Why Do Vietnamese Women Marry Korean Farmers?

One of six men in Korea's farming and fishing villages is now married to a Vietnamese woman. A report says of the 8,027 farmers and fishermen got married in 2005, 2,885 or 35.9 percent of them had foreign wives, with more than half of them (1,535) marrying Vietnamese women. What persuades so many women from Vietnam to come all this way to marry Koreans? Prof. Kim Hyun-jae of Youngsan University is the author of the first academic paper on the subject. Titled "Immigration of Vietnamese Women to Korea thorough Marriage", it analyzes the reasons from the Vietnamese perspective.

Kim stresses that most of the Vietnamese women who marry Korean men come from farming villages in the country's southern Mekong Delta. In 2005, the Korean Embassy in Hanoi in the North issued 720 marriage visas. The number of marriage visas issued by the consulate in the southern city of Ho Chi Minh was five times higher at 3,853.

Vietnam's Doi Moi (reform) policies have improved its economy greatly, but the gap between urban and rural areas has grown, with the upper 10 percent income brackets earning 13.5 times more than the bottom 10 percent in 2005. The Mekong Delta also suffers an imbalance between the number of men and women, because many men moved to cities to find a job. In 2004, there were 365,300 more women than men in the region. Kim says all these social and economic problems led Vietnamese women to seeking husbands abroad.

Annexed in the late 17th century, the Mekong Delta has very different traditions and culture from the north. It embraced Indian, Islamic, French and American influences over the course of history, which makes it far less influenced by Confucianism than the north and thus more open to marriage with foreigners. Since milk money is common, arranged marriages are also familiar.

The third reason is social changes in neighboring nations. Until 2000, most Vietnamese women married Taiwanese men -- some 13,863 in 2000 alone. Taiwanese men, like Korean men now, would be introduced to tens or hundreds of women by matchmaking agencies during a weeklong visit to Vietnam. If they met a woman they liked, they would register their marriage there and then before returning home with their brides. But Taiwan saw the same problems Korea is now facing, including human trafficking and domestic violence, so the Taiwanese government made it harder to acquire citizenship, which resulted in decrease in such marriages. Korean men are filling the gap. The number of marriages between Korean men and Vietnamese women jumped from 95 in 2000 to 5,822 in 2005, leaving Taiwan behind with 3,212.

Lastly, the Korean pop culture craze sweeping Asia has played a part. Some 100 Korean dramas were aired in Vietnam from 1997 until 2005. The drama "Jewel in the Palace" ("Dae Jang Geum") has been aired five times. Women in Vietnam's rural areas, where newspapers and magazines are rare and TV is almost the only link to the outside world, have come to admire Korea by watching the soaps. The local media have warned of the illusions about Korea created by these dramas.

Kim is calling for measures to help Vietnamese women married to Korean men. "The government should develop Korean language programs for them according to their academic level and provide support to ease their economic difficulties and help them find jobs", he said.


No record may be left out; print them all verbatim.

Task input section start

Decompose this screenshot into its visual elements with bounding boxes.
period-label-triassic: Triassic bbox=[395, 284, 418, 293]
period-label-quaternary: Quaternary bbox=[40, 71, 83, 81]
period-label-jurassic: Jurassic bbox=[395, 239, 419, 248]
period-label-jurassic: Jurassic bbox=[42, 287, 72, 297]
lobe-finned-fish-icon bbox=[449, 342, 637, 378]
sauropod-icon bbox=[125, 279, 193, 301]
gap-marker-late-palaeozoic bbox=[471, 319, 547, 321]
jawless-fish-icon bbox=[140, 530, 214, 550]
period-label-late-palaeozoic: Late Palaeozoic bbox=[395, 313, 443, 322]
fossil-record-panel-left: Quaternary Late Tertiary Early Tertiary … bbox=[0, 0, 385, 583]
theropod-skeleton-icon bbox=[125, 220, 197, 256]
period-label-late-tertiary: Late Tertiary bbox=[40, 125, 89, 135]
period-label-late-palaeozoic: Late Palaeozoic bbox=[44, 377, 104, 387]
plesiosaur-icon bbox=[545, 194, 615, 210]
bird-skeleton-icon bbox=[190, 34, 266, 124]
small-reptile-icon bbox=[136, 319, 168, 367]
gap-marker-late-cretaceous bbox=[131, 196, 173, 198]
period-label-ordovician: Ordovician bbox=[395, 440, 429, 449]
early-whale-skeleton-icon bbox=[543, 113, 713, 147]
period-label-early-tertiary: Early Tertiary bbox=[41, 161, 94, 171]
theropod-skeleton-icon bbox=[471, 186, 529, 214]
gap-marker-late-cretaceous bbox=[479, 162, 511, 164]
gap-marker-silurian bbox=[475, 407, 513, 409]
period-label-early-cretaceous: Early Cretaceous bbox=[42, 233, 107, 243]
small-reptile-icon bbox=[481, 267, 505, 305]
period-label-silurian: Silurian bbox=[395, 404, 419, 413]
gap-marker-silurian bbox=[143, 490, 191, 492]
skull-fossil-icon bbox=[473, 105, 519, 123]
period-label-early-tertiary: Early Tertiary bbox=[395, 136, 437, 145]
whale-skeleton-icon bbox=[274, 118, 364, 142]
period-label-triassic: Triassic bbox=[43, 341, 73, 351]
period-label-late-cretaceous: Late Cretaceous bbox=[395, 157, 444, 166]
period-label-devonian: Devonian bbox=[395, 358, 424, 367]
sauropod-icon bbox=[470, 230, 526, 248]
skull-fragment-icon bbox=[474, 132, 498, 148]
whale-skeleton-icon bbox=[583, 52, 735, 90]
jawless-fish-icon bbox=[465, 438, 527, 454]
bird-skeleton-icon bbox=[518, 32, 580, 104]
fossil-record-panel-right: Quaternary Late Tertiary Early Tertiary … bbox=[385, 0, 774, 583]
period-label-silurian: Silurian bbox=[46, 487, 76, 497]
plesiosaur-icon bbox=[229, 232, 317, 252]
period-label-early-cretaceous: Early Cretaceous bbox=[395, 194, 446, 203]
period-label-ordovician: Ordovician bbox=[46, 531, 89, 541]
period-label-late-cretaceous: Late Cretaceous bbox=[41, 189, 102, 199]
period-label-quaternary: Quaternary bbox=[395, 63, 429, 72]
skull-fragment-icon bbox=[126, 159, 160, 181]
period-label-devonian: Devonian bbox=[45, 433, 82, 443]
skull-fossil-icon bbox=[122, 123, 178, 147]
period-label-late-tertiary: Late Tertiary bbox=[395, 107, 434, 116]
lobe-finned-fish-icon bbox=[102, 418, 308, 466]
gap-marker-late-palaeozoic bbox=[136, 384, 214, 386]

Task input section end

The completed task:
Decompose this screenshot into its visual elements with bounding boxes.
period-label-triassic: Triassic bbox=[395, 284, 418, 293]
period-label-quaternary: Quaternary bbox=[40, 71, 83, 81]
period-label-jurassic: Jurassic bbox=[395, 239, 419, 248]
period-label-jurassic: Jurassic bbox=[42, 287, 72, 297]
lobe-finned-fish-icon bbox=[449, 342, 637, 378]
sauropod-icon bbox=[125, 279, 193, 301]
gap-marker-late-palaeozoic bbox=[471, 319, 547, 321]
jawless-fish-icon bbox=[140, 530, 214, 550]
period-label-late-palaeozoic: Late Palaeozoic bbox=[395, 313, 443, 322]
fossil-record-panel-left: Quaternary Late Tertiary Early Tertiary … bbox=[0, 0, 385, 583]
theropod-skeleton-icon bbox=[125, 220, 197, 256]
period-label-late-tertiary: Late Tertiary bbox=[40, 125, 89, 135]
period-label-late-palaeozoic: Late Palaeozoic bbox=[44, 377, 104, 387]
plesiosaur-icon bbox=[545, 194, 615, 210]
bird-skeleton-icon bbox=[190, 34, 266, 124]
small-reptile-icon bbox=[136, 319, 168, 367]
gap-marker-late-cretaceous bbox=[131, 196, 173, 198]
period-label-ordovician: Ordovician bbox=[395, 440, 429, 449]
early-whale-skeleton-icon bbox=[543, 113, 713, 147]
period-label-early-tertiary: Early Tertiary bbox=[41, 161, 94, 171]
theropod-skeleton-icon bbox=[471, 186, 529, 214]
gap-marker-late-cretaceous bbox=[479, 162, 511, 164]
gap-marker-silurian bbox=[475, 407, 513, 409]
period-label-early-cretaceous: Early Cretaceous bbox=[42, 233, 107, 243]
small-reptile-icon bbox=[481, 267, 505, 305]
period-label-silurian: Silurian bbox=[395, 404, 419, 413]
gap-marker-silurian bbox=[143, 490, 191, 492]
skull-fossil-icon bbox=[473, 105, 519, 123]
period-label-early-tertiary: Early Tertiary bbox=[395, 136, 437, 145]
whale-skeleton-icon bbox=[274, 118, 364, 142]
period-label-triassic: Triassic bbox=[43, 341, 73, 351]
period-label-late-cretaceous: Late Cretaceous bbox=[395, 157, 444, 166]
period-label-devonian: Devonian bbox=[395, 358, 424, 367]
sauropod-icon bbox=[470, 230, 526, 248]
skull-fragment-icon bbox=[474, 132, 498, 148]
whale-skeleton-icon bbox=[583, 52, 735, 90]
jawless-fish-icon bbox=[465, 438, 527, 454]
bird-skeleton-icon bbox=[518, 32, 580, 104]
fossil-record-panel-right: Quaternary Late Tertiary Early Tertiary … bbox=[385, 0, 774, 583]
period-label-silurian: Silurian bbox=[46, 487, 76, 497]
plesiosaur-icon bbox=[229, 232, 317, 252]
period-label-early-cretaceous: Early Cretaceous bbox=[395, 194, 446, 203]
period-label-ordovician: Ordovician bbox=[46, 531, 89, 541]
period-label-late-cretaceous: Late Cretaceous bbox=[41, 189, 102, 199]
period-label-quaternary: Quaternary bbox=[395, 63, 429, 72]
skull-fragment-icon bbox=[126, 159, 160, 181]
period-label-devonian: Devonian bbox=[45, 433, 82, 443]
skull-fossil-icon bbox=[122, 123, 178, 147]
period-label-late-tertiary: Late Tertiary bbox=[395, 107, 434, 116]
lobe-finned-fish-icon bbox=[102, 418, 308, 466]
gap-marker-late-palaeozoic bbox=[136, 384, 214, 386]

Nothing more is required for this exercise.